We went to see the Artist because of Efra.

That had been her decision.

Nuru’s friends died because of Efra.

No!

Nuru crushed the spiralling anxiety. That wasn’t all Efra’s fault. She was being unfair, blaming the girl for things no one could have foreseen.

She is my Heart, Father Discord said of Efra.

Am I with Efra because this is where Mother Death wants me, or because this is where Smoking Mirror wants Efra?

Nuru’s mind reeled, flitting from possibility to ever more outrageous possibility. And yet, no matter how insane it all felt, at least two gods had entwined themselves in her life.

What wasn’t possible?

Mother Death, the banished Queen of Bastion, was deranged from countless millennium spent scrounging an existence beyond Bastion’s Sand Wall. She survived by devouring lesser gods and the souls of those cast from the city. But she was ancient. Ancient beyond even the other gods if the Loa were to be believed. Nothing survived that long without some deep cleverness.

She is my Heart. What did that mean? It sounded like the Obsidian Lord chose Efra for something. Protect her or Bastion falls. Was that still true? Had it ever been true, or had the god lied?

Whatever Father Discord was up to, he wasn’t finished. A shiver of terror ran through Nuru. Every Grower knew better than to draw the attention of the nahual. How much worse was it to be the focus of a god?

Efra stood waiting. Her words sank in.

“Everyone against everyone?” Nuru asked.

“The gods are at war, but they can’t fight each other for fear of destroying the city.” Efra turned to face Nuru, eyes like shards of shattered glass in the dark. “We are their weapons. They fight through us.”

“To what end?”

Efra hesitated. “Father Death is dead.”

The Lord dead? Impossible!

“How do you know that?”

Efra waved away the question. “The gods war to see who will replace him. The winner will be the new head of the pantheon. Either everything changes, or we’ll see another ten thousand years of the same.”
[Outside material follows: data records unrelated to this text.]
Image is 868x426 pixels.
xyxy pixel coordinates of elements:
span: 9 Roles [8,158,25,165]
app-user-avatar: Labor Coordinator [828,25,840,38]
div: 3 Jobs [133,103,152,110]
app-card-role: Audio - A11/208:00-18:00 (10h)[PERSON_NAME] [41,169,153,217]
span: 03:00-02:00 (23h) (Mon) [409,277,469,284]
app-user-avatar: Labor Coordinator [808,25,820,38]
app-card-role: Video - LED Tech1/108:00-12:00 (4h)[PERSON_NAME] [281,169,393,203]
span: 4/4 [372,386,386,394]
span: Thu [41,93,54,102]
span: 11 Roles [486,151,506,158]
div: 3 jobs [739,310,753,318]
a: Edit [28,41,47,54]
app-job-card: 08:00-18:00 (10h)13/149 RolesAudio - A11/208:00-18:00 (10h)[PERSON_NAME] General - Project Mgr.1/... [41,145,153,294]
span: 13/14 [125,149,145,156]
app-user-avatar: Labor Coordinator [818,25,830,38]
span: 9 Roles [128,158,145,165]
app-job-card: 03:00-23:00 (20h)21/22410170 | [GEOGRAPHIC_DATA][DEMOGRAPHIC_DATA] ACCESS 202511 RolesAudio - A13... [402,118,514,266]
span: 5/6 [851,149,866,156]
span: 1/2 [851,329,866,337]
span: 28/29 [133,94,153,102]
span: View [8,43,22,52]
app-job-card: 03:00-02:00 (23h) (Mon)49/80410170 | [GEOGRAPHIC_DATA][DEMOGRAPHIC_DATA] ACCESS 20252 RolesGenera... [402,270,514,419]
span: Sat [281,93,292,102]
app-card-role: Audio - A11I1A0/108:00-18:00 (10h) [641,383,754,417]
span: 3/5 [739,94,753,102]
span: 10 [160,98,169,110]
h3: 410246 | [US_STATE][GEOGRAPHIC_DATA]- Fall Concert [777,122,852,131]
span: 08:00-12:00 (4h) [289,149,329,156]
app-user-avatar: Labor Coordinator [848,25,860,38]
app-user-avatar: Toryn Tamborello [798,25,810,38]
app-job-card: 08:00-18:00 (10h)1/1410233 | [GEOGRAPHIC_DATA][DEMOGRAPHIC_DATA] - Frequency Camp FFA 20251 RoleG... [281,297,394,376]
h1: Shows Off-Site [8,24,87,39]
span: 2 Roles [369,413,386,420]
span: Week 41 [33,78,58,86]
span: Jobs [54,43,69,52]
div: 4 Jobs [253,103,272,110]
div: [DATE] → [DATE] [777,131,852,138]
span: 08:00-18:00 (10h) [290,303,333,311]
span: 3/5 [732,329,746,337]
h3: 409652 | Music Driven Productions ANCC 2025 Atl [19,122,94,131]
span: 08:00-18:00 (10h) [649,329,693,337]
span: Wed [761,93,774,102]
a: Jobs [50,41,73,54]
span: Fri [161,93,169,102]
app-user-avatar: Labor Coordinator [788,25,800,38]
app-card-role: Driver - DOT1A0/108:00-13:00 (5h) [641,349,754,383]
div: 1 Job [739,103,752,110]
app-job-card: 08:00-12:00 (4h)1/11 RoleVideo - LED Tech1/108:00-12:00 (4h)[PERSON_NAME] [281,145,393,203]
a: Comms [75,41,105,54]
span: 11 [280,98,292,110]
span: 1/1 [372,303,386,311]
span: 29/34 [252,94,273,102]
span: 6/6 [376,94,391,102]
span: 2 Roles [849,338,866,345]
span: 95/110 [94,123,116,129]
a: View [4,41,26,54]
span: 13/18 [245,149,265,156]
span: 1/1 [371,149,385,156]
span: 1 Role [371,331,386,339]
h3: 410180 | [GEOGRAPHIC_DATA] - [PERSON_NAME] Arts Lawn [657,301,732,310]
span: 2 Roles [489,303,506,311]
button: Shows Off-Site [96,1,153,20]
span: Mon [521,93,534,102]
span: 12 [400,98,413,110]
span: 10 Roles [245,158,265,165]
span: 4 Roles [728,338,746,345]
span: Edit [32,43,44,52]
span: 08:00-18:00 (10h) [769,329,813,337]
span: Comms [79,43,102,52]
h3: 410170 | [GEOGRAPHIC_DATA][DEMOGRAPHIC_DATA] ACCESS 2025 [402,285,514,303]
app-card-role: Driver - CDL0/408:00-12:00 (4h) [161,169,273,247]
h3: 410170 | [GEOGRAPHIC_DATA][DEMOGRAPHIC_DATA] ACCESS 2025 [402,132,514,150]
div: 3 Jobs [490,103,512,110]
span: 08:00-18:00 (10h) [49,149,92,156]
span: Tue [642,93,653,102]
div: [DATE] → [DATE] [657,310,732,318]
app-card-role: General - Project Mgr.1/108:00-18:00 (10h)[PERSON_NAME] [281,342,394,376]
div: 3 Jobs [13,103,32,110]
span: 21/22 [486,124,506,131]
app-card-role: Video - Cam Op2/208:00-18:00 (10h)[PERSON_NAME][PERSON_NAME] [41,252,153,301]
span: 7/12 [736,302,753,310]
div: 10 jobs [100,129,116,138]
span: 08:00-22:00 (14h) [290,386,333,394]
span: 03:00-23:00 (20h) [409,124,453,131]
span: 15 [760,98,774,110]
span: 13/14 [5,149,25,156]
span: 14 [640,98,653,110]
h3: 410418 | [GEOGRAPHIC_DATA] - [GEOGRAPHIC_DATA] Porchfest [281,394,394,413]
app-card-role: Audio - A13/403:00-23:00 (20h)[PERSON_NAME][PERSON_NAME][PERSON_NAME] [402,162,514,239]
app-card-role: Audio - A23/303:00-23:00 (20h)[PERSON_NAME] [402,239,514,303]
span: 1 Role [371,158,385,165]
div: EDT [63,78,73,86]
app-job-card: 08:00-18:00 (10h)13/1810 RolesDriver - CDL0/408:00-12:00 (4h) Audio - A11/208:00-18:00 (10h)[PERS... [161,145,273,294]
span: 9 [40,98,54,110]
“Smoking Mirror told you this?”

“Maybe.”

Maybe?

“Did he mention a god’s Heart?” Nuru asked.

“A what?” asked Efra, looking bewildered. “Heart? I don’t think they’re flesh and blood like us.”

“Something I heard once from a nahual,” lied Nuru.

“Either way,” continued Efra, giving Nuru a confused look, “it means the gods are not a united front. They have bigger problems than two Dirt girls.”

Nuru was less sure.

Efra saw her doubt. “The fields are burning. The Growers riot in the streets. If the nahual don’t regain control, the whole city will burn or starve, or both.” As if eager to be moving, she looked over her shoulder, up the worn steps. “If they regain control, nothing changes. Growers work the fields. Bastion continues stagnating.”

If we win everyone starves and dies?

“How do you know that?” Nuru repeated.

“Smoking Mirror showed me,” she said, voice devoid of emotion. “Sin Eater wants to crush the Growers and Crafters, bleed them of temptation. Enforced purity, flawless adherence to the Book. Lashes for unclean hands and stained thobes. Daily confessions. Whippings for impure thoughts. Hobbling. Breaking bones. Driving tiny spears of wood through the corner of the eye to lance sin at the source. There are plants that will lock you inside yourself, make you empty and obedient, the perfect Dirt. Sin Eater is obsessed with purity. His nahual will devour our flaws, free us from the freedom to make mistakes.”

Father Discord said all this?

A scream echoed down the steps.

“Maybe we should stay here,” said Nuru.

Her world was dead, gone from her. Or maybe she was gone from it. She couldn’t tell. Somehow, when she and Efra passed through the Grey Wall into the Crafters’ Ring, they broke something ancient and precious. When they re-entered the Growers’ Ring, it wasn’t the world they knew. It was smaller, greyer.

We left one reality and returned to another.

Everything that happened after—the deaths of her friends, the fighting and rioting in the streets, the fields burning, Mother Death—it was all Nuru’s fault.

They broke the laws of nature, the rules of the world. They did the forbidden and Bastion paid a terrible price.

We never should have left.

Offering Nuru a hand, Efra pulled her to her feet. “Let’s go. It’s getting louder up there.”

She was right.

“Isabis,” said Nuru, tuning to squint into the dark corners of the room, searching for her snake.